Critics have suggested that SPP’s evolution of Channelside’s future through SPP plan iterations amounts to “repeatedly reinventing Channelside” without actual action. After the Tampa Bay Business Journal last September published an article about “what to expect in the first phase” of the development, independent journalist Jim Bleyer wrote a Facebook post (on right) on the “Vinik’s Vision for Tampa” page he operates. Bleyer was dismissive and skeptical.
Bleyer also publishes the TampaBayBeat.Info blog.
Is this $3 billion plan and request for public funds the last iteration? Why has so little actual construction been done 2.5 years after the first plan was announced? The new USF medical school in downtown Tampa was supposed to break ground in 2016, and now has been delayed until August of this year.
Also, why has so much of what has been done involve great expenditure of public funds and so few private funds? We are referring to the decision to move the USF medical school downtown. Also the proposed move of MOSI to downtown would likely involve $20 million or more in public funds.
Those who are more broadly skeptical of government incentives for businesses, especially businesses that appear to be treated by government as a kind of protected species, will also certainly have more grist on their mills now.
The old stone soup folk story exists in many countries and in various forms.
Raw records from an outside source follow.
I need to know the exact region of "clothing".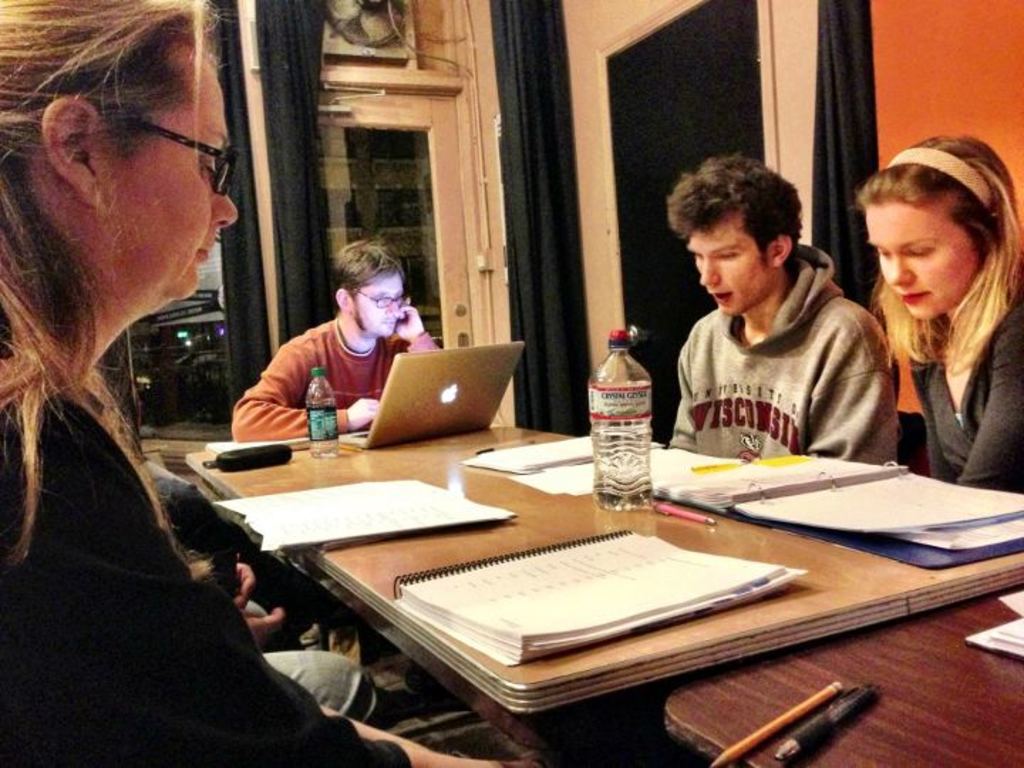
Region: 0, 377, 408, 767.
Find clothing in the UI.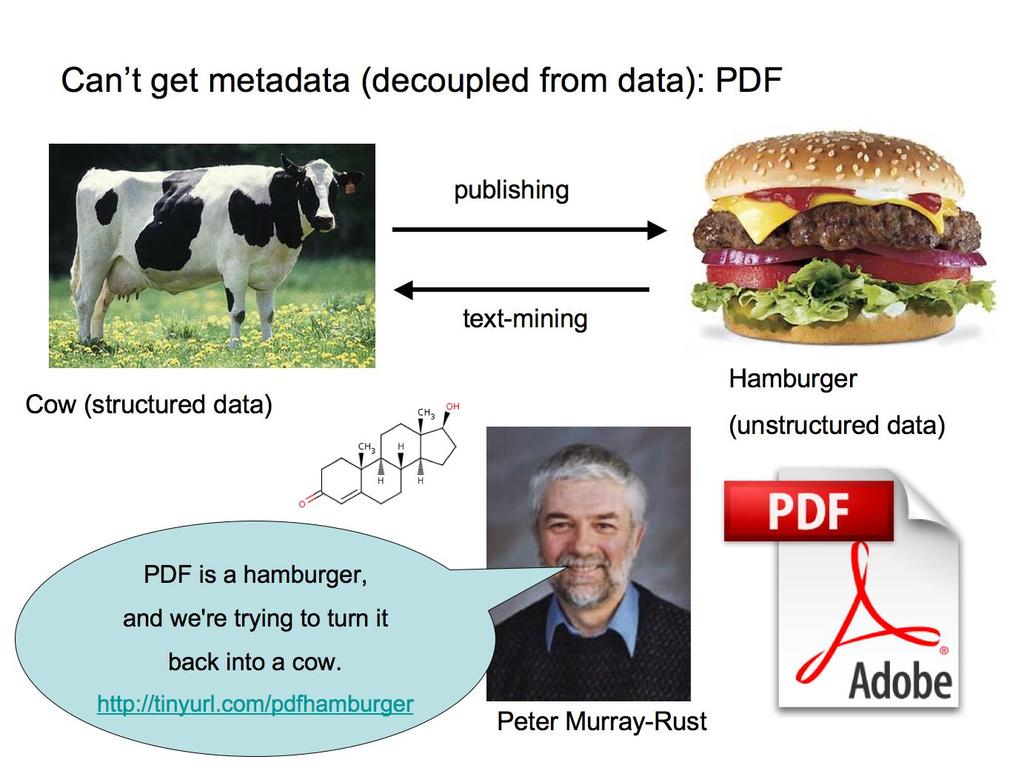
UI element at select_region(485, 581, 690, 703).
In one of its forms, it tells the story of how a transient with nothing manages to trick a poor old lady into feeding him, even after she tells him that she needs her food to feed herself.
Is Jeff Vinik making stone soup? Are the taxpayers the poor old lady?
In another version of the stone soup folk story, more people are involved. The lesson of that version is different: that although some are tricked in the process, in the end a delicious and nourishing pot of soup is enjoyed by all.
It may be too early to tell which version (if any) of the stone soup is applicable to Vinik, but one thing is clear: we managed to make this 1,300+ word article out of a single one-page meeting agenda.